People have been trying to make efficient and cheap electric cars for well over a century. That it hasn’t happened yet is a big-ass clue-by-four. Ignoring this in favor of arbitrary bans on ICE vehicles by 2030, 2040, 2050, or any other politically-inspired date just destroys the price signals which make markets so efficient. If politicians instead merely stole more taxes to fund more research, they’d get better results, but that doesn’t exercise the control they enjoy so much, and the political payoff is years down the road. Just as Biden took credit for the vaccines whose development began under Trump, so would politicians 20 or 50 years down the road take credit when some research started today finally developed the holy grail of efficient, reliable, cheap batteries or super capacitors.
Worse yet, research doesn’t work like that. You don’t work on something for 20 or 50 years and it suddenly pops out overnight. You get gradual improvements. First customers pay a lot for not much except the novelty. Each year brings gradual improvements, some more astonishing than others. But there is never a point at which something went from totally useless to perfect. Edison’s light bulb has a date assigned to it, but that is fake news; the ones before burned out quicker and gave less light, ones after burned out later and gave more light. Early adopters used them to show off their wealth and modernity.
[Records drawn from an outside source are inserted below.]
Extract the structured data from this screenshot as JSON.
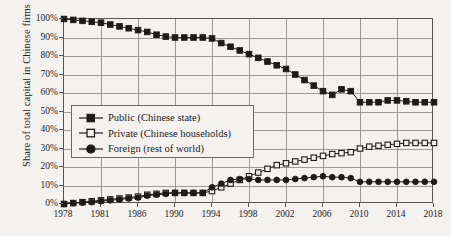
{
  "chart_data": {
    "type": "line",
    "title": "",
    "subtitle": "",
    "xlabel": "",
    "ylabel": "Share of total capital in Chinese firms",
    "ylim": [
      0,
      100
    ],
    "xlim": [
      1978,
      2018
    ],
    "grid": true,
    "legend_position": "inside-left-middle",
    "y_ticks": [
      "0%",
      "10%",
      "20%",
      "30%",
      "40%",
      "50%",
      "60%",
      "70%",
      "80%",
      "90%",
      "100%"
    ],
    "y_tick_values": [
      0,
      10,
      20,
      30,
      40,
      50,
      60,
      70,
      80,
      90,
      100
    ],
    "x_ticks": [
      "1978",
      "1981",
      "1986",
      "1990",
      "1994",
      "1998",
      "2002",
      "2006",
      "2010",
      "2014",
      "2018"
    ],
    "x_tick_values": [
      1978,
      1982,
      1986,
      1990,
      1994,
      1998,
      2002,
      2006,
      2010,
      2014,
      2018
    ],
    "x": [
      1978,
      1979,
      1980,
      1981,
      1982,
      1983,
      1984,
      1985,
      1986,
      1987,
      1988,
      1989,
      1990,
      1991,
      1992,
      1993,
      1994,
      1995,
      1996,
      1997,
      1998,
      1999,
      2000,
      2001,
      2002,
      2003,
      2004,
      2005,
      2006,
      2007,
      2008,
      2009,
      2010,
      2011,
      2012,
      2013,
      2014,
      2015,
      2016,
      2017,
      2018
    ],
    "series": [
      {
        "name": "Public (Chinese state)",
        "marker": "filled-square",
        "values": [
          100,
          99.5,
          99,
          98.5,
          98,
          97,
          96,
          95,
          94,
          93,
          91.5,
          90.5,
          90,
          90,
          90,
          90,
          89.5,
          87,
          85,
          83,
          81,
          79,
          77,
          75,
          73,
          70,
          67,
          64,
          61,
          59,
          62,
          61,
          55,
          55,
          55,
          56,
          56,
          55.5,
          55,
          55,
          55
        ]
      },
      {
        "name": "Private (Chinese households)",
        "marker": "open-square",
        "values": [
          0,
          0.5,
          1,
          1.5,
          2,
          2.5,
          3,
          3.5,
          4,
          5,
          5.5,
          6,
          6,
          6,
          6,
          6,
          7,
          9,
          11,
          13,
          15,
          17,
          19,
          21,
          22,
          23,
          24,
          25,
          26,
          27,
          27.5,
          28,
          30,
          31,
          31.5,
          32,
          32.5,
          33,
          33,
          33,
          33
        ]
      },
      {
        "name": "Foreign (rest of world)",
        "marker": "filled-circle",
        "values": [
          0,
          0.5,
          0.8,
          1,
          1.5,
          2,
          2.5,
          3,
          3.5,
          4.5,
          5,
          5.5,
          6,
          6,
          6,
          6,
          9,
          11,
          13,
          13.5,
          13.5,
          13,
          13,
          13,
          13,
          13.5,
          14,
          14.5,
          15,
          14.5,
          14.5,
          14,
          12,
          12,
          12,
          12,
          12,
          12,
          12,
          12,
          12
        ]
      }
    ]
  },
  "legend": {
    "items": [
      {
        "label": "Public (Chinese state)",
        "marker": "filled-square"
      },
      {
        "label": "Private (Chinese households)",
        "marker": "open-square"
      },
      {
        "label": "Foreign (rest of world)",
        "marker": "filled-circle"
      }
    ]
  },
  "colors": {
    "ink": "#1d1b19",
    "grid": "#8e8b87",
    "axis": "#585552",
    "background": "#f4f2ee"
  }
}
That is how just about everything works. I bet even things like Pet Rocks had gradual phases. Frisbees did, hula hoops did, just about everything did.
“Andrew Charlton is a managing director at Accenture.”
Accenture is big time into IT services and consulting. If they believe in the hydrogen solution, why aren’t they jumping into it big time? Should be a very sound, can’t lose, business proposition.
Perhaps some inquiries into Accenture’s net-zero plans would be in order. Bet hydrogen is not a part.
Here’s a major fallacy in Andrew Charlton’s analysis: “hydrogen production, renewable energy, batteries, green metals and mineral processing using clean energy are just some of the opportunities that can create tens of thousands of new jobs”.
When you just count jobs in the energy industry, you are missing the most important fact: the energy itself can create a lot more jobs than are needed to create the energy. Worse than that, the rule of thumb is that every time you increase the price of energy by the equivalent of one job, the extra energy cost destroys 2-3 jobs in the rest of the economy. This is exactly what happens with inefficient “green” energy. All those praised jobs in the renewable energy industry would destroy many more jobs in the rest of the economy, simply because the energy produced would be more expensive.
“Green” renewable energy is a large-scale Bastiat’s Window.